Deborah Ross

Where is he now

issue 28 July 2012

In the late 1960s, a Mexican-American singer-songwriter is signed to a record label after two Motown producers see him performing in a seedy Detroit dive called The Sewer. He delivers two albums, which receive rave reviews (he is compared to Bob Dylan; some say he is better than Bob Dylan), but nobody buys them, so he drops from sight, and would have stayed dropped from sight, but for one remarkable twist: unbeknownst to him, particularly as he never saw any royalties, he had become a massive hit in apartheid-era South Africa, outselling both Elvis and the Rolling Stones. The artist is Sixto Rodriguez and this film, his story, is the best, most touching, most humbling documentary I’ve ever seen about a musician I’ve never heard of. Further, I would also venture it may well be the best, most touching, most humbling documentary about a musician you’ve never heard of, too. I don’t know what makes me think this, I just do.

Made by the Swedish documentary maker Malik Bendjelloul, whose grip on storytelling is sure, this works equally well as detective story, personal portrait and study of a particular time in history. Rodriguez did not sing about the pretty things of life, nor did he have a pretty life. People who knew him in Detroit, back in the day, assumed he was ‘a homeless person.’ The first track on his first album, Cold Facts, is ‘Sugar Man’, a bleak portrait of a drug dealer and his clients. Other songs, like ‘I Wonder’ and ‘Inner City Blues’ addressed social, political and racial inequities.

Somehow (long story), Cold Facts made it to South Africa, where Rodriguez became a ready-made anti-establishment figure for those white Afrikaners who wished to overturn apartheid. (Old footage shows it’s a purely white thing, although I couldn’t tell you why.) Still, as one talking head puts it, every white liberal home in South Africa in the Seventies had the following three albums: The Beatles’ Abbey Road, Simon and Garfunkel’s Bridge Over Troubled Water and Cold Facts. And there was little the government could do to keep Rodriguez in check, unless you count scratching his records whenever they could get their hands on them, which they did. (‘Hello, dear, did you have a nice day at the office?’ ‘Yes, dear, I took sharp implements to a few LPs, and find I’ve worked up quite an appetite.’)

The thing is, though, because South Africa was so culturally cut off at that time, and because this was before the internet — I know; fancy! — his fans assumed he was rich and famous back in America. Either that, or dead, as there were rumours he had committed suicide on stage, either by setting himself on fire or shooting himself in the head, depending on who you asked. Now, this is tricky, as I don’t want to give too much away — is he alive or dead? If alive, doing what? — or say exactly what was discovered after years of dogged detective work, but I will say there’s a brilliant scene when, in an attempt to follow the money, the film-makers conduct a marvellously awkward, difficult interview with Clarence Avant, a former chairman of Motown Records and owner of Sussex Records, the now-defunct label that first signed Rodriguez.
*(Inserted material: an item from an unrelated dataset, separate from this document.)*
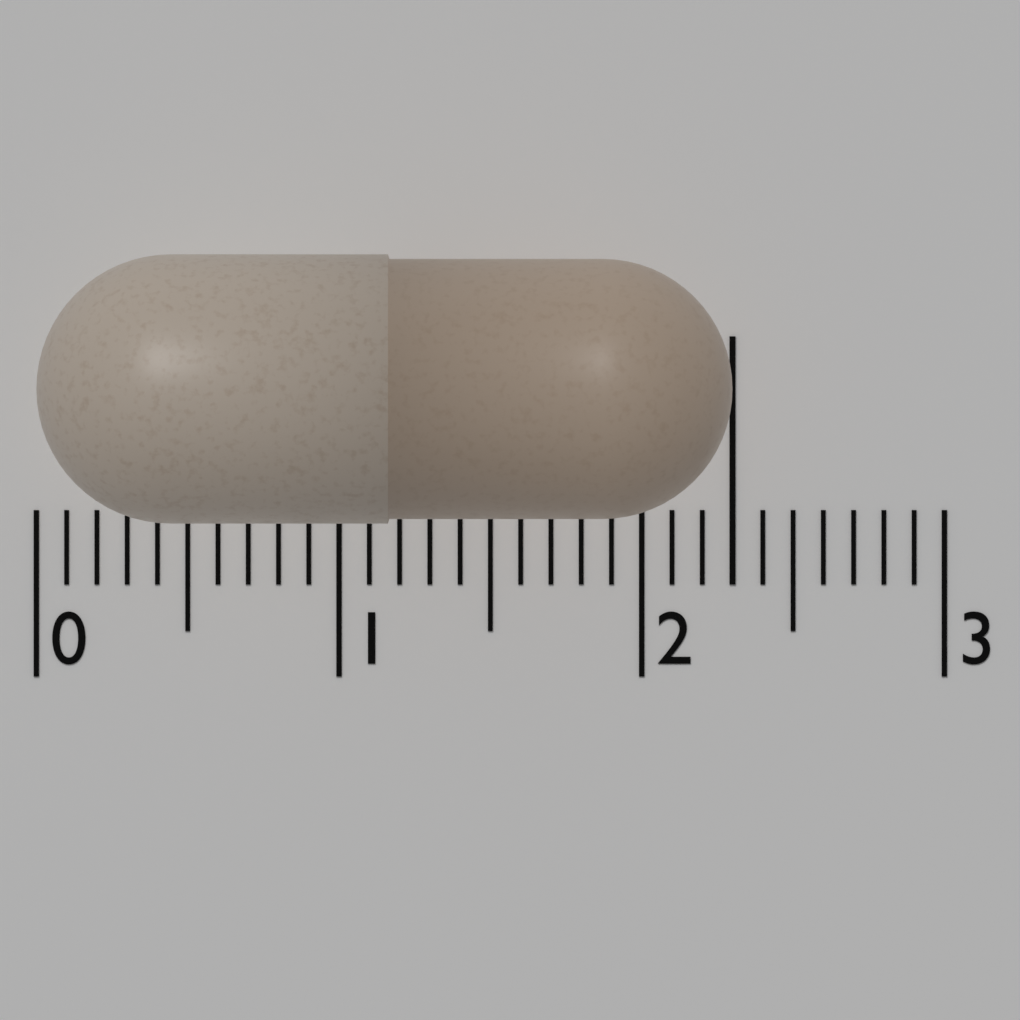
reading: 2.3 (no unit)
On a few occasions, this is a film that overstates its case. At some junctures, it’s as if Rodriguez single-handedly overturned apartheid himself. He has an incredible voice, and his lyrics are powerful, but up there with Dylan? More Dylan-y, probably. Ultimately this is a film about fame, opportunities and luck and, although I’m still not going to give away any of the many twists, I can tell you it ends remarkably pleasingly as befits a remarkable man, who may be alive. Or dead. Like I said, this may well be the best, most touching, most humbling documentary you’ve ever seen about a musician you’ve never heard of. Actually, I’d bet my life on it.